EXTRACTED ENTRIES:
>>>

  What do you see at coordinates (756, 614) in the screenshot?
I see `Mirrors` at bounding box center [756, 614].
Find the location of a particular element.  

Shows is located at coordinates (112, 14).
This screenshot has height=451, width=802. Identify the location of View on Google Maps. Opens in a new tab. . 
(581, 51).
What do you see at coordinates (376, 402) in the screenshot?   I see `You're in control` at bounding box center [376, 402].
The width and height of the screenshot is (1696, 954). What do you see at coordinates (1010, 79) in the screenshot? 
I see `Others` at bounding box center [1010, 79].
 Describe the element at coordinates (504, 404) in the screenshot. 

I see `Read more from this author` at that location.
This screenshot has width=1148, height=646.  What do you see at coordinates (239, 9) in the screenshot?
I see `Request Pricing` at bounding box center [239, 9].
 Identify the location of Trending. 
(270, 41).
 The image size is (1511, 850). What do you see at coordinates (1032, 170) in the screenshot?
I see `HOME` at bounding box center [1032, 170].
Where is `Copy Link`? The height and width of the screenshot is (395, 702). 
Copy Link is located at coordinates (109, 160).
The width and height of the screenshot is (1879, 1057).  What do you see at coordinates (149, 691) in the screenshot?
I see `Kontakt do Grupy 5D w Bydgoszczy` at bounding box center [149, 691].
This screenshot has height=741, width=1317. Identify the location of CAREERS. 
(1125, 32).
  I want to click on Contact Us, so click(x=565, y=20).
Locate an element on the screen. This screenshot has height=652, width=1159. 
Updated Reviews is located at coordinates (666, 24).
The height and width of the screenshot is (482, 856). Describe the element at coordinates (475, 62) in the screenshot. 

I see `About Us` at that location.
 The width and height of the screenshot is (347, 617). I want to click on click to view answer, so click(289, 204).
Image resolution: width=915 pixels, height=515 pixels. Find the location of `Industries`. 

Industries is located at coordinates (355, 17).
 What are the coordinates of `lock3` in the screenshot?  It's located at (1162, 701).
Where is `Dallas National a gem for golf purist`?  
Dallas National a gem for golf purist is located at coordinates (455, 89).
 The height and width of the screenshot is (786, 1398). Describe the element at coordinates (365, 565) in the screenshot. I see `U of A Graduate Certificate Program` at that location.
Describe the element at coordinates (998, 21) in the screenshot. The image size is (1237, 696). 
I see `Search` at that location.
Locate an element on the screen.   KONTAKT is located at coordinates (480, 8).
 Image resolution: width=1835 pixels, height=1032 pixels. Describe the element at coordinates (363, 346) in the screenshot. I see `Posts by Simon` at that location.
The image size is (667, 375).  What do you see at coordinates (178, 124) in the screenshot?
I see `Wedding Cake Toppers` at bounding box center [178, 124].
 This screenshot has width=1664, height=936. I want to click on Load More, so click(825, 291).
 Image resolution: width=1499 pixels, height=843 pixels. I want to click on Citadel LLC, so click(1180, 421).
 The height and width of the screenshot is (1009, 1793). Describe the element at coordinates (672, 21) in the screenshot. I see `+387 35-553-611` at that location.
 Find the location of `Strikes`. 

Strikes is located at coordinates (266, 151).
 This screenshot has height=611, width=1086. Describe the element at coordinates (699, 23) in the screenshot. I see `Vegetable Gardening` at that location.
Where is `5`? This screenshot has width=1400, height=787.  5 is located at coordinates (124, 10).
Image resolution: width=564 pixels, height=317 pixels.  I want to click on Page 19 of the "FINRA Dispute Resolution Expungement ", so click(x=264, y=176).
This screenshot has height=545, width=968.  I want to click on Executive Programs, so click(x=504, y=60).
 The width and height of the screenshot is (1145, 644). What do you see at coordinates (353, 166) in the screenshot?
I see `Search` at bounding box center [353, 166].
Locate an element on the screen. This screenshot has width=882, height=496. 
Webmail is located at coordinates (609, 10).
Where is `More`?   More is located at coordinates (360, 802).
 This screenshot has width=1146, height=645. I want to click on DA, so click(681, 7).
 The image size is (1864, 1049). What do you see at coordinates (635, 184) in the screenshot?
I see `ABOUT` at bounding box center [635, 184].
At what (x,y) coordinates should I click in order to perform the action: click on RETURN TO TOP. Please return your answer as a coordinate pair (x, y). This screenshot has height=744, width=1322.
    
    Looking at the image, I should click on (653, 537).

<<<

BRIEF:
Write down, word for word, the lines above from the one containing "The width and height of the screenshot is (1879, 1057)." through the one containing "What are the", both ends included.

ANSWER FOR THE TASK:
The width and height of the screenshot is (1879, 1057).  What do you see at coordinates (149, 691) in the screenshot?
I see `Kontakt do Grupy 5D w Bydgoszczy` at bounding box center [149, 691].
This screenshot has height=741, width=1317. Identify the location of CAREERS. 
(1125, 32).
  I want to click on Contact Us, so click(x=565, y=20).
Locate an element on the screen. This screenshot has height=652, width=1159. 
Updated Reviews is located at coordinates (666, 24).
The height and width of the screenshot is (482, 856). Describe the element at coordinates (475, 62) in the screenshot. 

I see `About Us` at that location.
 The width and height of the screenshot is (347, 617). I want to click on click to view answer, so click(289, 204).
Image resolution: width=915 pixels, height=515 pixels. Find the location of `Industries`. 

Industries is located at coordinates (355, 17).
 What are the coordinates of `lock3` in the screenshot?  It's located at (1162, 701).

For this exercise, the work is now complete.